Today I went to renew my tenant’s insurance. $265 a year to protect my stuff from everything that could possibly happen to it, except what might actually happen to it, if you believe what my lawyer-friend, Dexter, has to say about insurance companies.
[Ed’s Note: The lawyer-friend’s real name has been changed in response to a letter received from said lawyer-friend.]
In my renewal letter, it mentioned that I might want to up my personal liability limit, because there “have been recent awards of over $6,000,000 on auto insurance claims.” There is no reference as to where that number was reported. Dexter works almost exclusively with personal injury claims, and when we last spoke, he told me that in Canada, the awards for pain and suffering are capped at around $300,000; the case in point involved a claimant who was rendered a vegetable, needing constant care for the rest of a now drastically-shortened life. So I was curious where this number had come from. I asked the woman who was helping me. Her eyes glazed over and she looked up at the ceiling. She gave me the please-just-pay-and-go, deer-in-headlights smile, then suggested I try the ICBC website.
[Ed’s Note: Dexter (snort) has advised me that this number could be reasonable if it includes loss-of-future-earnings and other, uncapped awards.]
Next I headed out to Superstore, on the Vancouver-Burnaby border, to pick up some groceries. Superstore (doing business as “The Real Canadian Superstore”) is a discount-type box store that also caters to the Asian and East Indian populations with a great selection of exotic foods. Let’s put it this way: they sell durian.
A hundred and forty some-odd dollars later, I was on my way home, and realized my tank was almost empty. I pulled into the Petro-Canada (82.9 bejeezling cents per litre), and when I went to use the self-pay swiper, I noticed that my bankcard wasn’t in my wallet. The same bankcard, coincidentally enough, that I had successfully located and used when I was paying for my groceries.
Dammit. So I drove BACK to Burnaby, and the helpful cashier had put my card aside. “I knew you’d come back for it!” she said with a smile. Yes. Remarkable Freudian insight there, Superstore cashier person. I withheld sarcastic comment at the time, because after all, she was just being nice and doing her job. And she was cute.
Once again reaching the halfway point, I see the Petro-Canada numbers looming in the distance as I sit back comfortably on my full tank of gas: 77.9 cents per litre. Bastards! Doing some quick math, I figure I spent an entire extra dollar because I had filled up 20 minutes ago. Before their crack squad of price fixers had decided that gas needed a drastic discount. Yes, it’s only a buck. But we’re talking about principle here. When paying for gas, I am used to screaming bloody murder over tenths of cents (for reasons as valid as those used to yo-yo the price in the first place). And using that logic, 5 whole cents is an ENORMOUS expense. I felt as though I’d been pick-pocketed by Corporate Oil Greed incarnate. I was incensed. And laughing. Mostly laughing.
I pulled into the station and left my car idling. Jumped out and slammed my door. Marched to the glass entrance of their pay counter-turned-variety store. Yanked open the door. Clomped up the counter where and a young guy in glasses was looking in his wallet for some pennies, a victim of the dreaded $10.02 syndrome. Three uniformed Petro-Canada employees were splayed out behind the counter. I cleared my throat.
“I filled up here twenty minutes ago, at 82.9,” I said firmly. They perked up. I stretched out my arm and pointed sharply at the three blinking workers. “Shame!” I said, sweeping my arm back and forth at each of their faces. “Shaaaaaaaaaame.”
[Ed’s Note: The previous two paragraphs may have only occurred in the author’s mind.]
Then I got back in my car and drove home.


_Work request:_ Across all the records, filter for lines with the word "pixels" and copy them.

_The records:_
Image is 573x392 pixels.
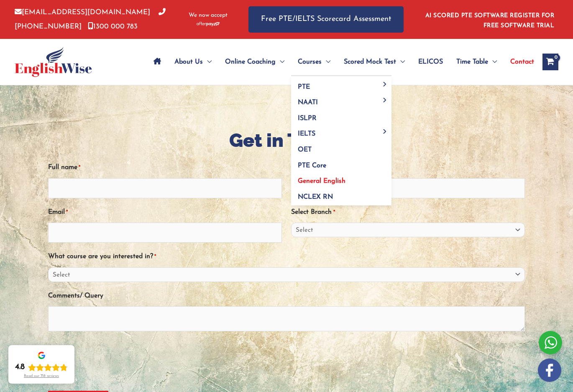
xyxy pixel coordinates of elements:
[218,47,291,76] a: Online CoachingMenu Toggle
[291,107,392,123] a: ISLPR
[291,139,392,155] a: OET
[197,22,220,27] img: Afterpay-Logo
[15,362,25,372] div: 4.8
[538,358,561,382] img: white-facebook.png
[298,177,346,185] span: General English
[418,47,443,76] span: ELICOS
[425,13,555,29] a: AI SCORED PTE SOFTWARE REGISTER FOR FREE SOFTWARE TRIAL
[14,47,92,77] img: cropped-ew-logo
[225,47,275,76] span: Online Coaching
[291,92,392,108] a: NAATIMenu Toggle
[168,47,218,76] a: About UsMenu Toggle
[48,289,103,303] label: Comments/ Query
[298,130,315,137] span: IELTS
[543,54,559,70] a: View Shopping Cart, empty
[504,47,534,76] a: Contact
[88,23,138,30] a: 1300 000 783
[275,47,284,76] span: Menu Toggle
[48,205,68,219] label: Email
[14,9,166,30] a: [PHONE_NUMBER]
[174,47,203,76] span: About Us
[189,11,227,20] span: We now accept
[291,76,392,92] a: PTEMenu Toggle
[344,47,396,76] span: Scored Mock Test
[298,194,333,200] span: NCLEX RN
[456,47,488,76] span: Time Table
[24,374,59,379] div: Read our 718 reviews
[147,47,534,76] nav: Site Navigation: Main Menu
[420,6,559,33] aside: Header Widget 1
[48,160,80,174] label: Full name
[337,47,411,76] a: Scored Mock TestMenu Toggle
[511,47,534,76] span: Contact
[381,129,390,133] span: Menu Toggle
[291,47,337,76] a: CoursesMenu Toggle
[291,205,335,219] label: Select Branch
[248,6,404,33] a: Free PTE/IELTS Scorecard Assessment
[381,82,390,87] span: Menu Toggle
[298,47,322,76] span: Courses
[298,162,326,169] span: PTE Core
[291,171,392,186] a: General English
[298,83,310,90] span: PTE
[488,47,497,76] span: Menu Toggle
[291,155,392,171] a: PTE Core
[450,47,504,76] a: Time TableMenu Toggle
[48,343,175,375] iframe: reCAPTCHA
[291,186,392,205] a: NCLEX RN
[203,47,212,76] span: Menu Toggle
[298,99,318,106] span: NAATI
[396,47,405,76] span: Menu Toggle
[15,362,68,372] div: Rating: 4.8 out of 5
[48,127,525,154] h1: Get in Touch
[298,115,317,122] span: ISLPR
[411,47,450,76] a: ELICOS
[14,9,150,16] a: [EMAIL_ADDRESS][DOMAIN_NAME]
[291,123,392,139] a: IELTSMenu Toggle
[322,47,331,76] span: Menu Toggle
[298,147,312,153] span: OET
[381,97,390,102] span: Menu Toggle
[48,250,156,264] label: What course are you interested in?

...

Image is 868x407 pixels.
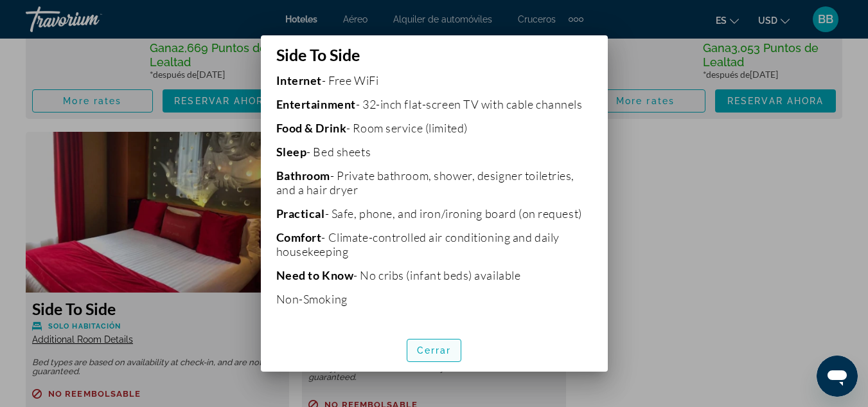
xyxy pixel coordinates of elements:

==

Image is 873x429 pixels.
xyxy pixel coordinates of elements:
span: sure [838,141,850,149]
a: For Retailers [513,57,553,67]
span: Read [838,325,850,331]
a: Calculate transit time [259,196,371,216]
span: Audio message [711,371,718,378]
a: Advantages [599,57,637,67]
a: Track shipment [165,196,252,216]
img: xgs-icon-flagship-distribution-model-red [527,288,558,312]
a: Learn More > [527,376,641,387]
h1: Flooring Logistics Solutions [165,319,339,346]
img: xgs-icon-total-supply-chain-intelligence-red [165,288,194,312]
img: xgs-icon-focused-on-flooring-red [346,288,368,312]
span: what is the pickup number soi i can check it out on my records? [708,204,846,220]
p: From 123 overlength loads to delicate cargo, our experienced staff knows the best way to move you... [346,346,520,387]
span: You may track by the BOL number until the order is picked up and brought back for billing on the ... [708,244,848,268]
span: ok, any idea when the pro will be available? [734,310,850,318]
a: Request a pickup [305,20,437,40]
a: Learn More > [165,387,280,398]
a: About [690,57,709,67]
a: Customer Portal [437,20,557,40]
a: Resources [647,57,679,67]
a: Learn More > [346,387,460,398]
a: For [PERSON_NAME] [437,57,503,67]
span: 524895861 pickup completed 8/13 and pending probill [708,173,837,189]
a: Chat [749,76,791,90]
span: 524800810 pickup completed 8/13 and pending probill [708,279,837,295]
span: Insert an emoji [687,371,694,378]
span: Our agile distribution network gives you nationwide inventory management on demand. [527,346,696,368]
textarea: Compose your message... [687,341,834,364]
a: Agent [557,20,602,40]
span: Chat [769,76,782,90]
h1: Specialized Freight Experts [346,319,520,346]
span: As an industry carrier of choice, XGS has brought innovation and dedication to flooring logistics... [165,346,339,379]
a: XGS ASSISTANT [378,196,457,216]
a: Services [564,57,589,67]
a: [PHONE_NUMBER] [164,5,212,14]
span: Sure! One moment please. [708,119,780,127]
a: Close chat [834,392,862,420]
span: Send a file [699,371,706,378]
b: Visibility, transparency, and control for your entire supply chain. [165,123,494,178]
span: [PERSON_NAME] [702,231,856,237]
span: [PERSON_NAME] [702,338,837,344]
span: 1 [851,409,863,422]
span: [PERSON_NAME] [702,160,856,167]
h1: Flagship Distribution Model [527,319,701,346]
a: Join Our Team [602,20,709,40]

_Final answer:_
Image is 573x392 pixels.
Image is 868x407 pixels.
Image is 873x429 pixels.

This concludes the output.